Illustrator: Jim FieldThis high-powered quest story begins in Bob’s bedroom. Bob adores monsters and his room is festooned with posters and DVDs of horror classics such as Jaws and The Blob. By a ludicrous twist of fate, this bedroom (along with the rest of Bob’s house) is hurtling within a hurricane towards the alien (or, more specifically, monster) land of Terra Monstra.
As if being stranded many miles beneath the earth with no means of return were not worrisome enough, Bob quickly becomes the prey of a band of beastly brutes who are terror-struck by the presence of a human being whom, they believe, has the unnerving ability to shoot toxic waste of their noses!
This inversion of the ‘monsters are scary to humans’ cliché, is just one way that author Steve Cole plays constantly with horror conventions.
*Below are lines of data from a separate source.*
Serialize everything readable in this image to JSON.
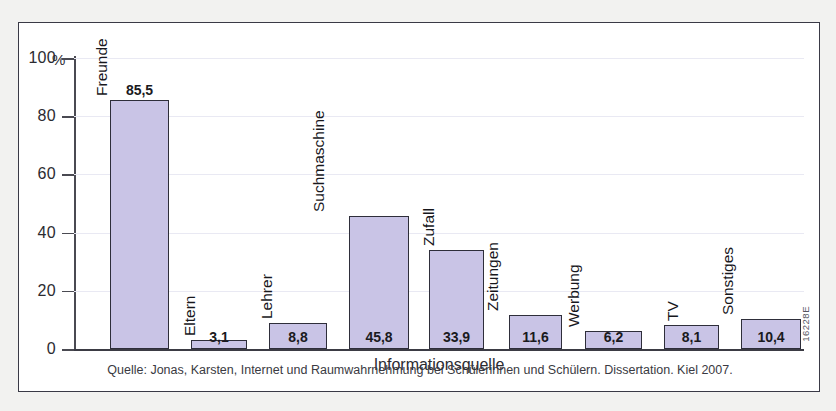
{
  "chart_data": {
    "type": "bar",
    "title": "",
    "xlabel": "Informationsquelle",
    "ylabel": "%",
    "unit": "%",
    "ylim": [
      0,
      100
    ],
    "yticks": [
      0,
      20,
      40,
      60,
      80,
      100
    ],
    "ytick_labels": [
      "0",
      "20",
      "40",
      "60",
      "80",
      "100"
    ],
    "grid": true,
    "legend": null,
    "categories": [
      "Freunde",
      "Eltern",
      "Lehrer",
      "Suchmaschine",
      "Zufall",
      "Zeitungen",
      "Werbung",
      "TV",
      "Sonstiges"
    ],
    "values": [
      85.5,
      3.1,
      8.8,
      45.8,
      33.9,
      11.6,
      6.2,
      8.1,
      10.4
    ],
    "value_labels": [
      "85,5",
      "3,1",
      "8,8",
      "45,8",
      "33,9",
      "11,6",
      "6,2",
      "8,1",
      "10,4"
    ],
    "bar_color": "#c9c4e6",
    "bar_border_color": "#2e2e3a"
  },
  "source": {
    "text": "Quelle: Jonas, Karsten, Internet und Raumwahrnehmung bei Schülerinnen und Schülern. Dissertation. Kiel 2007."
  },
  "code": {
    "id": "16228E"
  }
}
Intertextual references are rife as bits and pieces of memorable monsters repeatedly leap into the narrative to bite at Bob! The gorgon, Zola and the dino-beast, Crudzilla, for example, must be within a whisker of contravening some sort of copyright!
Bob learns that his only hope of escape back to terra firma is to uncover the Star Jewel – and so a quest begins. Much like in retro computer games, as Bob descends through the levels of Terra Monstra in search of the jewel, his path is blocked by increasingly frightful freaks, such as Chopper the jollywobble lumberjack, who is ‘something that your worst nightmare would have nightmares about…’!
From aggressive, axe-wielding lumberjacks, to sluggish swirls of gloop, Bob and his new friends (including a talking, and surprisingly violent, giant hamster) lurch from one terrible crisis to another. With their colourful arsenal of mythical weapons and powers, the menagerie of monsters that confront Bob on his quest are at any one moment frightening, funny or just plain bonkers!
The comedy is, at times, a little crass (not least the detailed illustration of Bob’s friends emerging from a mammoth monster’s colossal backside), and its relentless presence throughout means there is little room for any genuine tension or drama. However, the chaotic carnival of scrapes, escapes and close-shaves that Bob encounters arrive with such frequency that readers will gobble up the pages like hungry, book-eating monsters.